Why MCP needs a trust layer
The Model Context Protocol turned out to be the right primitive at the right moment. By giving agents a uniform way to discover and call tools, MCP collapsed what would otherwise have been a thousand bespoke integrations into a single contract. The ecosystem responded the way ecosystems do when a sharp primitive shows up: thousands of MCP servers, every major model provider supporting it, and a growing list of frameworks treating it as the default agent-tool interface.
It also, deliberately, left a door open.
The MCP spec defines how an agent talks to a tool. It is intentionally agnostic about three questions that matter enormously the moment you put any of this in production:
- Who is the agent on the other end of this call, really?
- On whose authority is it acting, and within what constraints?
- When the action is done, what evidence exists that it happened the way both sides expected?
For local-only or trusted-network use cases, you can wave at these questions. The agent runs on your laptop, the tool runs on your server, and you've already authenticated yourself as the human in the loop. Nothing breaks.
For everything else, multi-tenant agent platforms, enterprise SaaS exposing MCP servers, agents that spawn sub-agents, agents acting across organizational boundaries, the questions are not optional. And the existing answers are bad.
The answers we have today
Today, when an MCP server wants to know who's calling, the answer is "an API key." API keys identify the integration, not the invocation. A long-lived token sitting in an environment variable says nothing about which agent, running which prompt, on whose behalf, made any specific call. If that key is exfiltrated by a prompt injection through an earlier tool return, every downstream call looks identical to a legitimate one.
When the MCP server wants to know what the agent is allowed to do, the answer is "whatever the API key is scoped to." That's coarse-grained at best, and it ignores the question of delegated authority entirely. Imagine a workflow where the user authorizes Agent A, A spawns sub-agent B for a specific subtask, B calls Tool C. If C is asked to charge the user's credit card, what evidence does it have that the user actually consented to this charge, by this agent, in this context? Today, none.
And when something goes wrong, the agent did something it shouldn't have, or the agent says it did something it didn't, there is no signed evidence to fall back on. Your audit trail is whatever logs you happened to keep, and your dispute resolution is whatever your lawyers can argue.

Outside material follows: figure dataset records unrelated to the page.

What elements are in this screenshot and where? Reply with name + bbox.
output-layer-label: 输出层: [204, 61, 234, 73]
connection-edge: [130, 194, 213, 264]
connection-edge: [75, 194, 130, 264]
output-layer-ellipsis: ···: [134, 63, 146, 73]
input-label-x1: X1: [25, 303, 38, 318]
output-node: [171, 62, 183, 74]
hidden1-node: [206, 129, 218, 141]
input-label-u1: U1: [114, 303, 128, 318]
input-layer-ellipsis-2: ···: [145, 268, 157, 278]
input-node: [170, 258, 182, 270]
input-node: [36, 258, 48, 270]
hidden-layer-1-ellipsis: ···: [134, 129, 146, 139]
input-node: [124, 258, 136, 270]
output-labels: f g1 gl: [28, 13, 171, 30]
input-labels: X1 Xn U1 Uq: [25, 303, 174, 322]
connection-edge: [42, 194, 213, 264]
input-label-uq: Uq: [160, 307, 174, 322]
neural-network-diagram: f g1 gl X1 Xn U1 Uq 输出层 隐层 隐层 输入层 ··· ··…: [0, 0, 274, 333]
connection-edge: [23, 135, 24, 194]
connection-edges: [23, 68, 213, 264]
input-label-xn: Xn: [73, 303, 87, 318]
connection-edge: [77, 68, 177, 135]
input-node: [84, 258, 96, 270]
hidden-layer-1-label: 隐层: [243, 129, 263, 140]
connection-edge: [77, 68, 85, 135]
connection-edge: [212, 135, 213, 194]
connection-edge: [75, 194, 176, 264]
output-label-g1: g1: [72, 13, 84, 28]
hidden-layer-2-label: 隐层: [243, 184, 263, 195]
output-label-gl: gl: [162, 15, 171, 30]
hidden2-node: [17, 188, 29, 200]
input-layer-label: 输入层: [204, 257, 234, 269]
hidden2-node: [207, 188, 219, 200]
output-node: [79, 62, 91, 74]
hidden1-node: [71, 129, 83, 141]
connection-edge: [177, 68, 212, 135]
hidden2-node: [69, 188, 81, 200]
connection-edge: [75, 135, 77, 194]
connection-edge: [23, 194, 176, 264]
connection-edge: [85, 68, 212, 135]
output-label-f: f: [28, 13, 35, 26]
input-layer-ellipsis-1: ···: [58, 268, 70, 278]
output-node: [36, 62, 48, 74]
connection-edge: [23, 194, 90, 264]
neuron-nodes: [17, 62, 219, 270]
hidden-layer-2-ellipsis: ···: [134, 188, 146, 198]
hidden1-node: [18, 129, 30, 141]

Why this is finally an acute problem
For a while, you could get away with this. Agents were demos. The blast radius was small.
That changed in 2026. We are now in a world where every Fortune 500 has multiple agent pilots in flight, where regulated industries are being asked to deploy AI into customer-facing workflows, and where a single agent invocation can cascade through five or six tool calls touching real money, real data, and real promises to real customers.
We talk to a lot of these teams. The pattern is consistent: the agent prototype works fine. The model is capable enough. The workflow is valuable. The pilot dies in security review.
Security teams are not asking for anything unreasonable. They want to know which agent did the thing, on whose authority, with what scope, and have evidence that holds up. They're being asked to accept agents into the same trust boundary as employees, with none of the identity infrastructure that makes an employee's actions traceable. So they say no.
What a trust layer looks like
The shape of the answer is increasingly clear, and it's not a model problem, it's a protocol problem. The pieces:
- Verifiable agent identity. Every agent invocation carries a signed credential proving who deployed it, what model is behind it, and what code is running. Receivers can verify this without phoning home.
- Provable delegation chains. When a user authorizes an agent, that authorization is a signed token. When the agent delegates to a sub-agent, the chain extends. The receiving service can verify the entire chain back to the human principal.
- Negotiated, scoped capabilities. A request isn't a blank check. It's a typed assertion of "I want to do X, with these constraints, for Y reason." The service grants or refuses, and the refusal is itself signed.
- Signed action receipts. Every meaningful action produces a tamper-evident record: what was promised, what was done, by whom, with a hash of the result. Receipts chain together. Audit becomes verifiable.
None of this is novel cryptography. The primitives have existed for decades, DIDs, verifiable credentials, capability tokens, transparency logs. What's missing is a single coherent protocol that puts them together for the agent use case, composes cleanly with MCP and A2A and OAuth, and ships with SDKs that make adoption a one-liner.
That's what we're building. It's called Handshake. The v0.1 spec is available to design partners now; the full draft will be public when we're confident the shape is right.
If you're at a team that's hit the wall described above, agent pilot stuck in security review, no good answer to "who did what", come talk to us. The protocol will be much better for having you in the room early.